What does the Coolidge Effect suggest about sexual desire?

Explore the dynamics of love and relationships. Prepare with multiple choice questions, each with detailed explanations and hints. Enhance your understanding and ace your exam today!

Multiple Choice

What does the Coolidge Effect suggest about sexual desire?

Explanation:
The idea behind this question is how sexual arousal is influenced by novelty versus repetition. The Coolidge Effect shows that after repeated exposure to the same sexual stimulus, arousal can drop, but introducing something new—like a different partner or a novel context—can revive interest and keep passion going. That’s why the best answer is that novelty can fend off habituated desire and help maintain passion. Think of it as a dynamic of novelty driving renewed incentive. When stimuli are kept the same, the response tends to diminish over time. Fresh experiences shake that pattern and temporarily boost arousal, helping to sustain interest. The other statements miss this nuance: novelty does have an effect (it can increase arousal after habituation), habitual routines don’t inherently maximize desire (habituation often reduces it), and saying novelty has no effect contradicts observed patterns of renewed motivation with new stimuli.
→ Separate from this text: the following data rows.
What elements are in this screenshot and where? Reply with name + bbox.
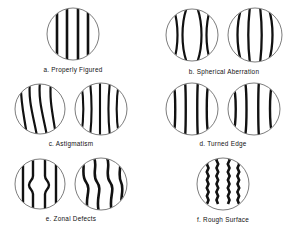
caption-spherical-aberration: b. Spherical Aberration (189, 68, 259, 75)
disc-row (13, 156, 129, 212)
panel-rough-surface: f. Rough Surface (158, 156, 288, 223)
disc-astigmatism-skewed (13, 82, 67, 136)
panel-zonal-defects: e. Zonal Defects (8, 156, 134, 222)
ronchi-pattern-figure: a. Properly Figured (0, 0, 291, 235)
disc-rough-surface (195, 156, 251, 212)
disc-zonal-defect-mild (13, 157, 67, 211)
disc-row (164, 6, 284, 64)
caption-rough-surface: f. Rough Surface (197, 216, 249, 223)
disc-astigmatism-flared (73, 81, 129, 137)
disc-row (195, 156, 251, 212)
caption-zonal-defects: e. Zonal Defects (46, 215, 97, 222)
panel-spherical-aberration: b. Spherical Aberration (160, 6, 288, 75)
disc-zonal-defect-severe (73, 156, 129, 212)
disc-turned-edge-strong (226, 81, 282, 137)
caption-turned-edge: d. Turned Edge (199, 140, 246, 147)
disc-spherical-aberration-outer (226, 6, 284, 64)
disc-turned-edge-mild (164, 81, 220, 137)
caption-astigmatism: c. Astigmatism (49, 140, 94, 147)
panel-turned-edge: d. Turned Edge (158, 81, 288, 147)
disc-row (164, 81, 282, 137)
panel-properly-figured: a. Properly Figured (14, 6, 132, 73)
caption-properly-figured: a. Properly Figured (43, 66, 102, 73)
panel-astigmatism: c. Astigmatism (8, 81, 134, 147)
disc-properly-figured (45, 6, 101, 62)
disc-row (45, 6, 101, 62)
disc-spherical-aberration-inner (164, 7, 220, 63)
disc-row (13, 81, 129, 137)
The idea behind this question is how sexual arousal is influenced by novelty versus repetition. The Coolidge Effect shows that after repeated exposure to the same sexual stimulus, arousal can drop, but introducing something new—like a different partner or a novel context—can revive interest and keep passion going. That’s why the best answer is that novelty can fend off habituated desire and help maintain passion.
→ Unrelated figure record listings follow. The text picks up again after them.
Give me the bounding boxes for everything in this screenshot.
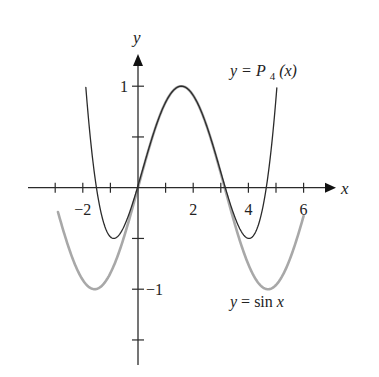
y-ticks: 1−1 bbox=[120, 78, 163, 340]
x-tick-label: 2 bbox=[189, 201, 197, 218]
y-tick-label: 1 bbox=[120, 78, 128, 95]
legend-sin-eq: = sin bbox=[241, 293, 277, 310]
axes-layer: −2246 1−1 bbox=[28, 54, 336, 365]
legend-p4-p: P bbox=[255, 62, 266, 79]
legend-p4-y: y = bbox=[228, 62, 256, 80]
x-tick-label: 6 bbox=[300, 201, 308, 218]
legend-p4-subscript: 4 bbox=[270, 70, 276, 82]
x-tick-label: −2 bbox=[74, 201, 91, 218]
y-axis-label: y bbox=[131, 28, 141, 47]
legend-sin-x: x bbox=[276, 293, 284, 310]
x-axis-label: x bbox=[340, 179, 349, 198]
chart: −2246 1−1 x y y = P 4 (x) y = sin x bbox=[0, 0, 379, 377]
x-tick-label: 4 bbox=[244, 201, 252, 218]
x-axis-arrow-icon bbox=[325, 183, 336, 193]
legend-sin-y: y bbox=[228, 293, 238, 311]
y-axis-arrow-icon bbox=[133, 54, 143, 66]
legend-p4-arg: (x) bbox=[279, 62, 297, 80]
legend-sin-label: y = sin x bbox=[228, 293, 284, 311]
legend-p4-label: y = P 4 (x) bbox=[228, 62, 297, 83]
y-tick-label: −1 bbox=[146, 281, 163, 298]
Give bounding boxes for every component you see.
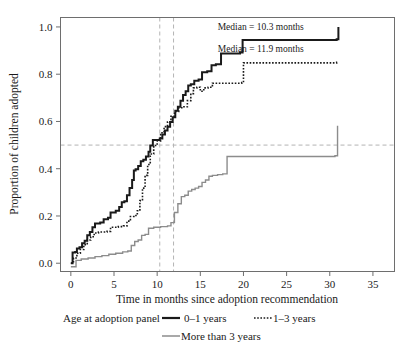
y-tick-label-5: 1.0 bbox=[39, 21, 53, 33]
median-0-1-annotation: Median = 10.3 months bbox=[218, 22, 304, 32]
x-tick-label-6: 30 bbox=[324, 278, 336, 290]
y-tick-label-3: 0.6 bbox=[39, 115, 53, 127]
x-tick-label-3: 15 bbox=[195, 278, 207, 290]
x-tick-label-4: 20 bbox=[238, 278, 250, 290]
y-tick-label-0: 0.0 bbox=[39, 257, 53, 269]
y-tick-label-4: 0.8 bbox=[39, 68, 53, 80]
survival-curve-figure: 05101520253035 0.00.20.40.60.81.0 Median… bbox=[0, 0, 417, 361]
x-tick-label-2: 10 bbox=[152, 278, 164, 290]
legend-label-more-than-3-years: More than 3 years bbox=[181, 330, 261, 342]
legend-label-0-1-years: 0–1 years bbox=[184, 312, 226, 324]
legend-title: Age at adoption panel bbox=[63, 312, 160, 324]
y-tick-label-1: 0.2 bbox=[39, 210, 53, 222]
median-1-3-annotation: Median = 11.9 months bbox=[218, 44, 304, 54]
x-tick-label-5: 25 bbox=[281, 278, 293, 290]
x-tick-label-7: 35 bbox=[367, 278, 379, 290]
x-axis-title: Time in months since adoption recommenda… bbox=[116, 293, 338, 306]
adoption-proportion-chart: 05101520253035 0.00.20.40.60.81.0 Median… bbox=[0, 0, 417, 361]
x-tick-label-0: 0 bbox=[68, 278, 74, 290]
x-tick-label-1: 5 bbox=[111, 278, 117, 290]
y-axis-title: Proportion of children adopted bbox=[8, 73, 21, 215]
legend-label-1-3-years: 1–3 years bbox=[273, 312, 315, 324]
y-tick-label-2: 0.4 bbox=[39, 163, 53, 175]
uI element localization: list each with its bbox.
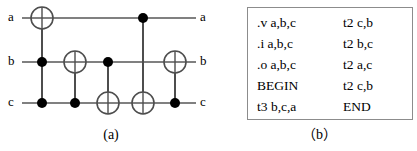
gate-4-cnot <box>132 13 154 114</box>
code-column-right: t2 c,bt2 b,ct2 a,ct2 c,bEND <box>339 12 406 117</box>
gate-1-control-b <box>37 57 47 67</box>
code-columns: .v a,b,c.i a,b,c.o a,b,cBEGINt3 b,c,a t2… <box>257 12 406 117</box>
code-line-right-1: t2 c,b <box>343 12 406 33</box>
code-listing-box: .v a,b,c.i a,b,c.o a,b,cBEGINt3 b,c,a t2… <box>247 7 413 120</box>
code-line-left-5: t3 b,c,a <box>257 96 339 117</box>
gate-2-cnot <box>64 51 86 108</box>
caption-panel-a: (a) <box>0 128 222 142</box>
gate-2-control-c <box>70 98 80 108</box>
code-line-left-3: .o a,b,c <box>257 54 339 75</box>
wire-label-b-left: b <box>8 54 15 67</box>
gate-5-control-c <box>170 98 180 108</box>
wire-label-b-right: b <box>200 54 207 67</box>
code-column-left: .v a,b,c.i a,b,c.o a,b,cBEGINt3 b,c,a <box>257 12 339 117</box>
quantum-circuit-svg <box>0 0 222 128</box>
code-line-right-5: END <box>343 96 406 117</box>
code-line-right-4: t2 c,b <box>343 75 406 96</box>
gate-3-control-b <box>103 57 113 67</box>
gate-3-cnot <box>97 57 119 114</box>
code-line-left-2: .i a,b,c <box>257 33 339 54</box>
caption-panel-b: （b） <box>222 128 417 142</box>
code-line-left-4: BEGIN <box>257 75 339 96</box>
code-line-right-3: t2 a,c <box>343 54 406 75</box>
gate-1-control-c <box>37 98 47 108</box>
wire-label-c-right: c <box>200 95 206 108</box>
code-line-left-1: .v a,b,c <box>257 12 339 33</box>
gate-1-toffoli <box>31 7 53 108</box>
wire-label-a-left: a <box>8 10 14 23</box>
gate-4-control-a <box>138 13 148 23</box>
wire-label-a-right: a <box>200 10 206 23</box>
code-line-right-2: t2 b,c <box>343 33 406 54</box>
gate-5-cnot <box>164 51 186 108</box>
figure-root: a b c a b c (a) .v a,b,c.i a,b,c.o a,b,c… <box>0 0 417 151</box>
wire-label-c-left: c <box>8 95 14 108</box>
Think of it as a dynamic of novelty driving renewed incentive. When stimuli are kept the same, the response tends to diminish over time. Fresh experiences shake that pattern and temporarily boost arousal, helping to sustain interest. The other statements miss this nuance: novelty does have an effect (it can increase arousal after habituation), habitual routines don’t inherently maximize desire (habituation often reduces it), and saying novelty has no effect contradicts observed patterns of renewed motivation with new stimuli.